USDOL Suspends Enforcement of Biden-era “Worker Protection” H-2A Rule

Bryan Little, Farm Employers Labor Service

On June 20, the U.S. Department of Labor announced it would suspend enforcement of a Biden-era regulation that imposed unreasonable and unconstitutional burdens on H-2A temporary agricultural visa program users.

The rule titled Improving Protections for Workers in Temporary Agricultural Employment in the United States was finalized in June 2024 over strong objections of the H-2A employer community. Among many problematic features, it sought to create through regulatory action a right to protected concerted action by employees in the workplace (a key concept in the federal National Labor Relations Act) that does not exist in agricultural employment since Congress did not include agriculture in the NLRA; required access for union organizers to employers’ property in contravention of the U.S. Supreme Court’s 2021 Cedar Point Nursery v. Hassid decision striking down California’s employer property union access regulation; required implementation of progressive discipline procedures and higher standards for termination that do not apply to private employment elsewhere; required disclosure of workers’ wages and working to third parties (including worker activists and labor unions) and required extensive disclosure of personal and business information about employers participating in the H-2A program.

The regulation had been enjoined in whole or in part in litigation in three separate federal circuit courts, creating problems for the Department to uniformly enforce the regulation for H-2A employers and employees across the U.S.
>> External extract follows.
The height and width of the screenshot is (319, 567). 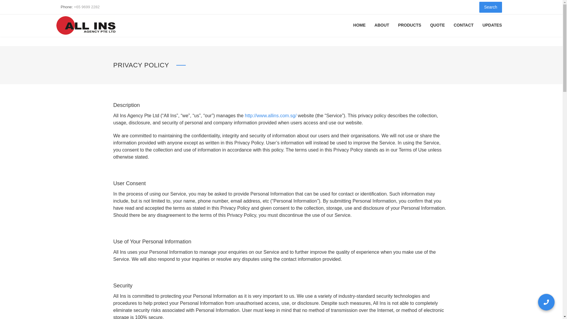 I want to click on PRODUCTS, so click(x=410, y=25).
FELS parent organization, California Farm Bureau, had urged the Department to cease its legal defense of this Biden-era rule and settle lawsuits against by agreeing to it’s total withdrawal. Suspension of enforcement leaves the regulation in place to be picked up by future presidential Secretary of Labor, continuing the whipsaw of inconsistent administration of the H-2A program, and making its use unpredictable and making business continuity planning difficult for users.

You can read the Department of Labor’s announcement of enforcement suspension here.